The numbers behind the global data centre construction boom have reached a scale that is hard to ignore – and insurers are moving fast to keep pace.
The market backdrop is substantial. US data centre construction spending climbed from US$1.8 billion in 2014 to US$28.3 billion in 2024. A further 571 new projects were planned in the US as of December 2025.
Globally, spending on data centre infrastructure is forecast to exceed US$7 trillion by 2030, with AI capacity build-out accelerating demand across multiple countries and regulatory environments.
Kelly Kinzer, global head of construction and surety at Zurich, said the scale of activity was creating demand for specialist cover.
“We are seeing unprecedented growth in data center construction, driven by the rapid expansion of artificial intelligence and the need for greater computing capacity,” she said. “These are highly complex projects requiring specialized expertise.”
Data Center Project Guard integrates contractors’ all risk coverage with optional third-party liability. It also includes advanced loss of profits and delay-in-startup cover, as well as transitional operational coverage. Coverage is structured to meet local regulatory requirements while delivering consistent protection across jurisdictions.
Kinzer said the product was designed around end-to-end protection.
“With Data Center Project Guard, we provide our customers with consistent, end-to-end protection backed by our leading underwriting and risk engineering capabilities and decades of technical risk expertise,” she said.
As part of the offering, Zurich Resilience Solutions provides risk engineering and advisory support throughout the construction lifecycle. This support runs from project planning through to completion, with the aim of reducing exposure before issues arise.
Zurich’s expansion arrives at a moment of strain across the broader market. Traditional insurance capacity is currently insufficient to meet planned risk transfer demands tied to AI infrastructure, analysts have warned. S&P analysts have added that the gap between insurable value and available capacity will persist as hyperscale campuses grow in size and complexity.
The competition for this business reflects its scale. Aon expanded its Data Centre Lifecycle Insurance Programme to $3.5 billion in April 2026, its second increase that year. Industry estimates put new premiums entering the data centre insurance market at up to $10 billion in 2026 alone.
Zurich plans further country expansions throughout the rest of 2026.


**WHAT TO PRODUCE**: Of the material below, the lines to be retyped are those from the line containing "Image resolution: width=722" through the line containing "The width and", inclusive; reproduce them exactly.

**DATA TO EXAMINE**:
■ ■ ■ ■

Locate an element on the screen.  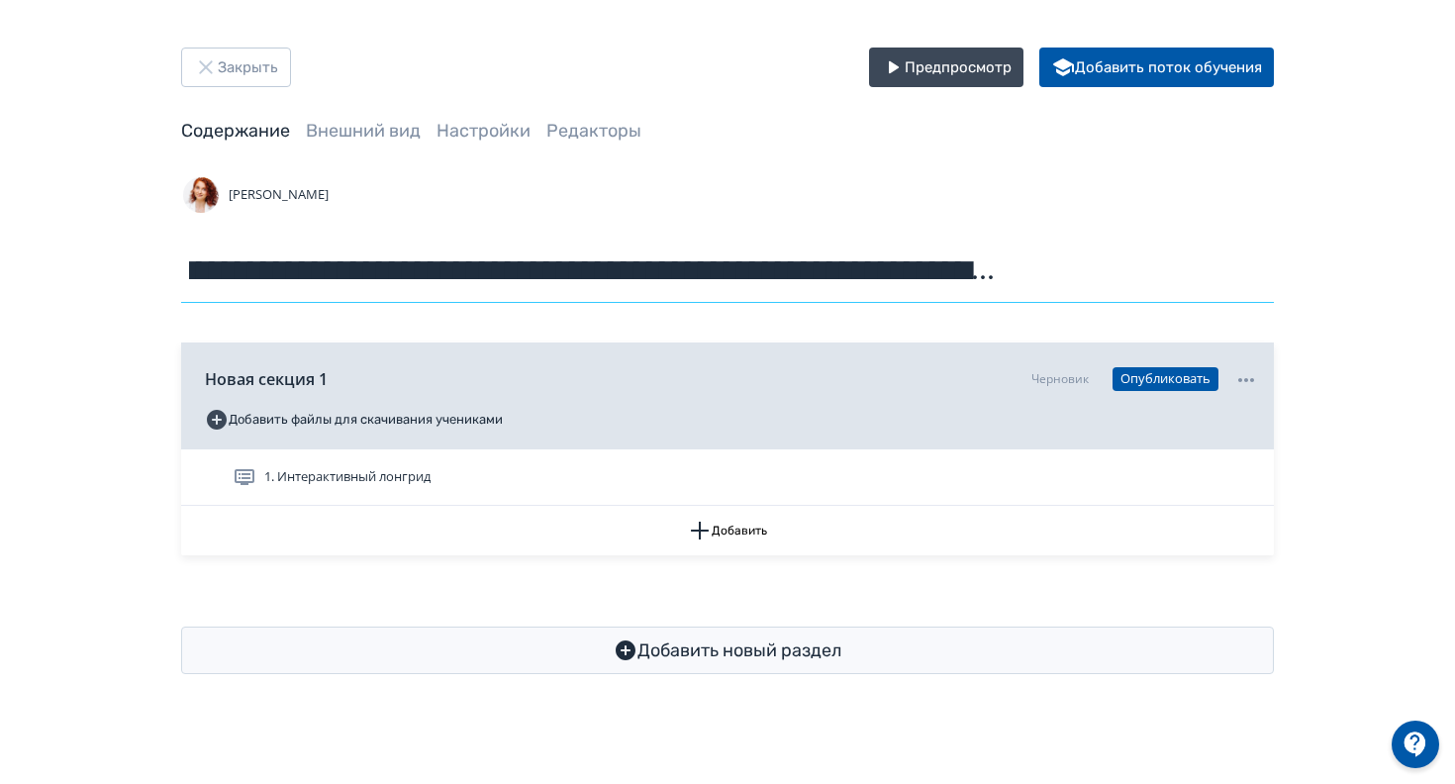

■ ■ ■ ■

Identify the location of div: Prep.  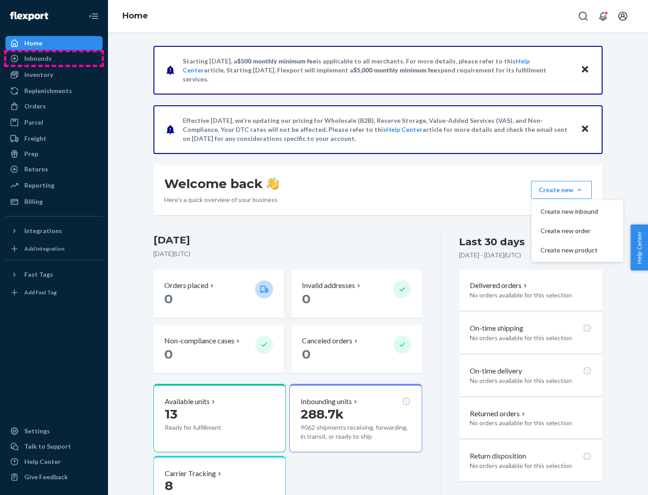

■ ■ ■ ■

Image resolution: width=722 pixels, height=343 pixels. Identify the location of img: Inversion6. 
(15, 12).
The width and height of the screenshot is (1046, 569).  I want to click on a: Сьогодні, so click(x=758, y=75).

■ ■ ■ ■

**SOLVED EXERCISE**:
Image resolution: width=722 pixels, height=343 pixels. Identify the location of img: Inversion6. 
(15, 12).
The width and height of the screenshot is (1046, 569).  I want to click on a: Сьогодні, so click(x=758, y=75).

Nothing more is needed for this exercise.